Absent big equipment (which creates problems of its own), and lots of space, its basically impossible for a modern person to support any number of productive modern breeds at anything like peak condition as a matter of self sufficiency. You can't feed chickens a single crop and expect anything but dietary imbalance - and most of us can't grow and store multiple crops in the amounts needed to overwinter and replant come spring.
What we can do, depending on space, climate, soil conditions, is "bend the curve" by planting a biodiverse polyculture. The key is that there is a mix of greens and grasses coming into season at any given time.
Here's mine (last year), I'm getting back to work on it this year, after I meet with some people about my house build early in the week.
The short form is that I have multiple grasses, multiple grains, multiple legumes, and even some fruits and veggies and "leafies" always going - but no single crop they can gorge on at any given time. Even then, all I can do is reduce my commercial feed needs. With better soil, more water, something heavier than hand tools and a (much) smaller flock, I could probably get the feed bill down to nothing for about half the year, by also providing meat scraps - but note that I am beginning to approach a "working farm", in that I have chickens, ducks, rabbits, goats, and ground. I'd like to add fish to the duck pond, as well - tilapia - but I need a way to aerate the water which is both cheap and not dependent on power. Solar cells aren't in the budget right now.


### WHAT THE EXERCISE ASKS
Search the material below for "pixels" and copy every line where it occurs.

### TASK DATA
====
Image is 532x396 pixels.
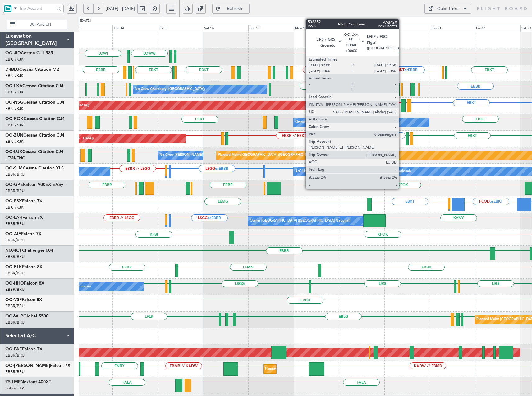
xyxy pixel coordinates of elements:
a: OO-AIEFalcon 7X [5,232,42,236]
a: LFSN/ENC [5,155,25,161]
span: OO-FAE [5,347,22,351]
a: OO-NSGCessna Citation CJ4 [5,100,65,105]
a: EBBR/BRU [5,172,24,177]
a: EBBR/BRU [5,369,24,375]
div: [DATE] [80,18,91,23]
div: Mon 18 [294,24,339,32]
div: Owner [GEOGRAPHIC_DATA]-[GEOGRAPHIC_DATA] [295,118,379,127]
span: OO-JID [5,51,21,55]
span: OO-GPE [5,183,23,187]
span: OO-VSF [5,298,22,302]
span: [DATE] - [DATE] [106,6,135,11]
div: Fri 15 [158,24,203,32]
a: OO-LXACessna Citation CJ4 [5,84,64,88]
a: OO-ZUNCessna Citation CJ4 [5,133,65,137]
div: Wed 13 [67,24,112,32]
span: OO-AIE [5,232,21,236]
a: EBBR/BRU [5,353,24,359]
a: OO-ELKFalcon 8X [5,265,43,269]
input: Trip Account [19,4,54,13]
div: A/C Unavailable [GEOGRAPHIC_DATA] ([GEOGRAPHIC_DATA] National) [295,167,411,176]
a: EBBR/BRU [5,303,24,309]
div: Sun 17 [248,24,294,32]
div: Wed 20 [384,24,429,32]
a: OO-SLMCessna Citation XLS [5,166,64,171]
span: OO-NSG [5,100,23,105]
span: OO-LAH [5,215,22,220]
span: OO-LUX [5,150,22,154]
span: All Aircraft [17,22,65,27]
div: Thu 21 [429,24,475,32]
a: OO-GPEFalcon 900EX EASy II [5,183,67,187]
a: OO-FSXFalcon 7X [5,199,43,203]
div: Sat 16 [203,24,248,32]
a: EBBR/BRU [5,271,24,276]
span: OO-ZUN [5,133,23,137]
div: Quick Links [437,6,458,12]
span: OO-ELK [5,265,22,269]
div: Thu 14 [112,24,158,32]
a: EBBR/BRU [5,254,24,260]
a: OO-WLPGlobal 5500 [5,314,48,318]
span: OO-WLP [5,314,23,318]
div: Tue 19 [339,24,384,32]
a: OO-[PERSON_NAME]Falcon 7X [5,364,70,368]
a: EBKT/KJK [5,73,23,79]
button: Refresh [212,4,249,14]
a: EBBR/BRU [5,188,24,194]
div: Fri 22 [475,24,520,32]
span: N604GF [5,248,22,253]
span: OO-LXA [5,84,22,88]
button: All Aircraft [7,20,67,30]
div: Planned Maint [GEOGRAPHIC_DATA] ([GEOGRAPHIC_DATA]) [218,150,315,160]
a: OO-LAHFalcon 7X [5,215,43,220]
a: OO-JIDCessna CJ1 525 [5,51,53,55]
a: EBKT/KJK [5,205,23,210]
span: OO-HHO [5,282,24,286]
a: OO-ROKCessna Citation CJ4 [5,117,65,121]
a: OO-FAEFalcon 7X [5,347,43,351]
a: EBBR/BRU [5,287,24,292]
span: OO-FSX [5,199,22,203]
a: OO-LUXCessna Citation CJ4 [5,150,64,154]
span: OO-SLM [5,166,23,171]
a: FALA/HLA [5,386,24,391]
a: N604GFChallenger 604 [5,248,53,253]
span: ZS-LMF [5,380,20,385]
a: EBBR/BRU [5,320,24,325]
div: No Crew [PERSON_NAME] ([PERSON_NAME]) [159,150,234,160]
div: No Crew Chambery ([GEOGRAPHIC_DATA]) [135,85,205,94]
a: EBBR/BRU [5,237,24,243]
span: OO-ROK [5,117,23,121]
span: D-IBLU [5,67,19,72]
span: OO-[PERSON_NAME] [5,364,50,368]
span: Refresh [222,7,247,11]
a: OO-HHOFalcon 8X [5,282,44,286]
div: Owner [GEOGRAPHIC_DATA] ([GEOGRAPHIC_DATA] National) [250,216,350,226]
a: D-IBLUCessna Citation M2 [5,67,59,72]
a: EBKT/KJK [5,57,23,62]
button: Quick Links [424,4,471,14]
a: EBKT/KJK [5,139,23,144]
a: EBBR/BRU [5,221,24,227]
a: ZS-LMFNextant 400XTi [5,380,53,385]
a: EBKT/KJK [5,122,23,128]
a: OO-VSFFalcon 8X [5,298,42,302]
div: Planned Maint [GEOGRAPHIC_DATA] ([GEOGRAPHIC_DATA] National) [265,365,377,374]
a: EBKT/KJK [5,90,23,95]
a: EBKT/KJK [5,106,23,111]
====
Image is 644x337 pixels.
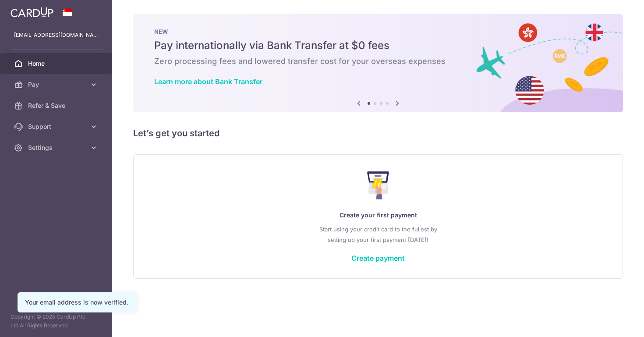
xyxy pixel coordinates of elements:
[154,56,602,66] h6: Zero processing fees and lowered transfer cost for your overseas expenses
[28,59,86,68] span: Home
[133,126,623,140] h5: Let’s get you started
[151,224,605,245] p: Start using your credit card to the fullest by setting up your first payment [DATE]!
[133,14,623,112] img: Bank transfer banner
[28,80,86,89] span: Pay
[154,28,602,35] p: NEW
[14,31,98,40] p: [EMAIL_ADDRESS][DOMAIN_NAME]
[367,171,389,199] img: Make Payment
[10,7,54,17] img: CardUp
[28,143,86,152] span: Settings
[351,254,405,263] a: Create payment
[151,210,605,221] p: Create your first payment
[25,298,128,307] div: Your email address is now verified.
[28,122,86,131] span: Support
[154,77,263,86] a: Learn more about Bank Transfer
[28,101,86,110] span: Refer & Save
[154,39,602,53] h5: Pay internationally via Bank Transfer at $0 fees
====
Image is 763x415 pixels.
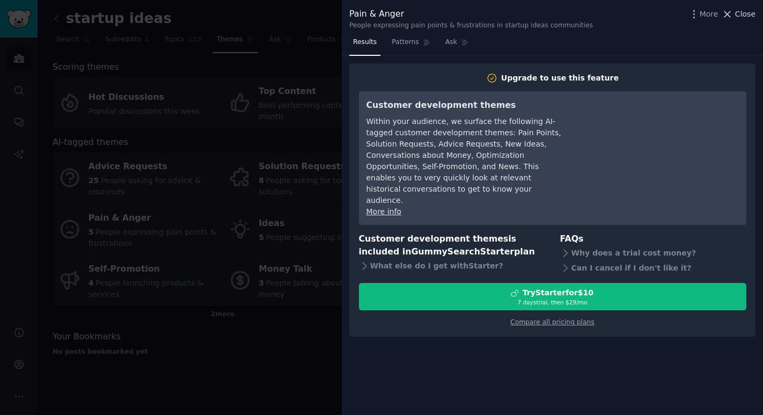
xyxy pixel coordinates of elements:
====
### TASK OUTPUT
Image is 532x396 pixels.
Image is 644x337 pixels.
Image is 763x415 pixels.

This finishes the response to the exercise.